A comprehensive history of the Georgians, comparing past views of these exciting, turbulent, and controversial times with our attitudes today The Georgian era is often seen as a time of innovations. It saw the end of monarchical absolutism, global exploration and settlements overseas, the world’s first industrial revolution, deep transformations in religious and cultural life, and Britain’s role in the international trade in enslaved Africans. But how were these changes perceived by people at the time? And how do their viewpoints compare with attitudes today? In this wide-ranging history, Penelope J. Corfield explores every aspect of Georgian life—politics and empire, culture and society, love and violence, religion and science, industry and towns. People’s responses at the time were often divided. Pessimists saw loss and decline, while optimists saw improvements and light.

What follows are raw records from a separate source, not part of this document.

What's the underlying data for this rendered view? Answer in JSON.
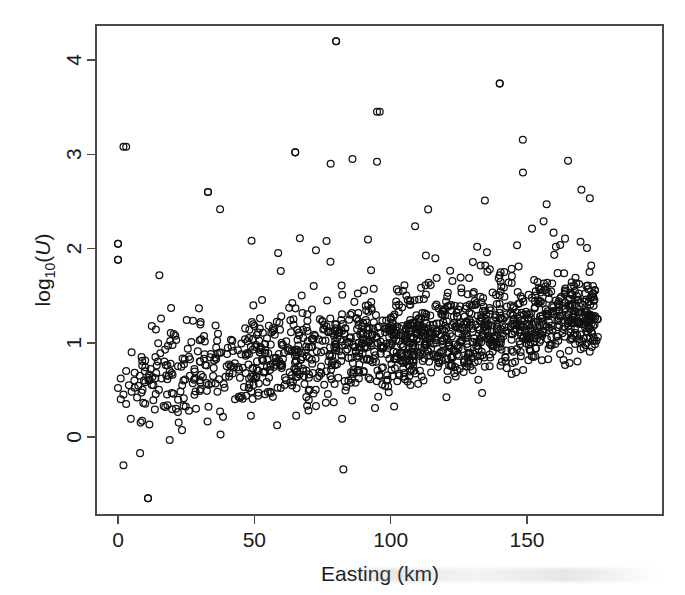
{
  "figure": {
    "background_color": "#ffffff",
    "point_color": "#111111",
    "axis_color": "#4a4a4a",
    "width": 685,
    "height": 595
  },
  "axes": {
    "x_title": "Easting (km)",
    "y_title_prefix": "log",
    "y_title_subscript": "10",
    "y_title_open_paren": "(",
    "y_title_variable": "U",
    "y_title_close_paren": ")",
    "x_tick_labels": [
      "0",
      "50",
      "100",
      "150"
    ],
    "y_tick_labels": [
      "0",
      "1",
      "2",
      "3",
      "4"
    ]
  },
  "chart_data": {
    "type": "scatter",
    "title": "",
    "xlabel": "Easting (km)",
    "ylabel": "log10(U)",
    "xlim": [
      -8,
      182
    ],
    "ylim": [
      -0.9,
      4.55
    ],
    "xticks": [
      0,
      50,
      100,
      150
    ],
    "yticks": [
      0,
      1,
      2,
      3,
      4
    ],
    "grid": false,
    "legend": null,
    "marker": "open-circle",
    "marker_radius_px": 3.4,
    "n_points": 1450,
    "trend": {
      "intercept": 0.56,
      "slope_per_km": 0.0043,
      "spread_sd_start": 0.3,
      "spread_sd_end": 0.22
    },
    "notable_outliers": [
      {
        "x": 80,
        "y": 4.2
      },
      {
        "x": 140,
        "y": 3.75
      },
      {
        "x": 96,
        "y": 3.45
      },
      {
        "x": 3,
        "y": 3.08
      },
      {
        "x": 65,
        "y": 3.02
      },
      {
        "x": 86,
        "y": 2.95
      },
      {
        "x": 95,
        "y": 2.92
      },
      {
        "x": 78,
        "y": 2.9
      },
      {
        "x": 33,
        "y": 2.6
      },
      {
        "x": 0,
        "y": 2.05
      },
      {
        "x": 0,
        "y": 1.88
      },
      {
        "x": 11,
        "y": -0.65
      },
      {
        "x": 2,
        "y": -0.3
      }
    ],
    "series": [
      {
        "name": "boreholes",
        "x": [
          0,
          0,
          0,
          1,
          1,
          2,
          2,
          3,
          3,
          4,
          5,
          5,
          6,
          7,
          8,
          9,
          10,
          11,
          12,
          13,
          14,
          15,
          16,
          17,
          18,
          19,
          20,
          22,
          24,
          26,
          28,
          30,
          33,
          36,
          40,
          44,
          48,
          52,
          56,
          60,
          65,
          70,
          75,
          80,
          85,
          90,
          95,
          100,
          105,
          110,
          115,
          120,
          125,
          130,
          135,
          140,
          145,
          150,
          155,
          160,
          165,
          170,
          173,
          175
        ],
        "y": [
          2.05,
          1.88,
          0.52,
          0.62,
          0.4,
          3.08,
          0.45,
          0.7,
          0.35,
          0.55,
          0.48,
          0.9,
          0.6,
          0.42,
          0.65,
          0.5,
          0.58,
          -0.65,
          0.72,
          0.55,
          0.68,
          0.5,
          0.62,
          0.8,
          0.45,
          0.7,
          0.66,
          0.75,
          0.6,
          0.85,
          0.72,
          0.8,
          2.6,
          0.95,
          0.88,
          0.92,
          1.05,
          0.9,
          0.98,
          1.0,
          3.02,
          0.95,
          1.02,
          4.2,
          1.05,
          1.1,
          3.45,
          1.12,
          1.08,
          1.15,
          1.1,
          1.18,
          1.2,
          1.15,
          1.22,
          3.75,
          1.25,
          1.2,
          1.28,
          1.3,
          1.25,
          1.32,
          1.3,
          1.28
        ]
      }
    ]
  }
}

Out of such tensions came the Georgian culture of both experiment and resistance. Corfield emphasizes those elements of deep continuity that persisted even within major changes, and shows how new developments were challenged if their human consequences proved dire.
Over the last two decades, Chile has been driven by an economic imperative to build the capability of citizens to be competent in the English language, resulting in a high demand for teachers of English. As a consequence, teacher education programs have modified their curricula to meet the challenges of educating teachers of English as a global language. This book explores EFL teacher education in order to further understand the nature of teacher learning in second language education environments, examining the varying motives, actions and mediating tools that shaped how a cohort of pre-service teachers learnt to teach EFL in Chile. Framed by a cultural historical activity theory (CHAT) perspective, chapters use key qualitative research to determine how specific factors can help and hinder the effective preparation of teachers, illuminating contradictory dynamics between local and national policies, teacher education programs, and pre-service views and classroom realities. The book makes an important contribution to the growing debate surrounding the design of EFL teacher education policy, curriculum and learning strategies, emphasising the importance of engaging pre-service teachers in learning to teach EFL, and the interrelated factors that shape this learning. English Language Teacher Education in Chile will be of key interest to academics, researchers and postgraduate students in the fields of teacher education, curriculum studies, and English language teaching (ESL/EFL), as well as policy makers, TESOL organisations, and those interested in applying a CHAT perspective to language teaching and learning.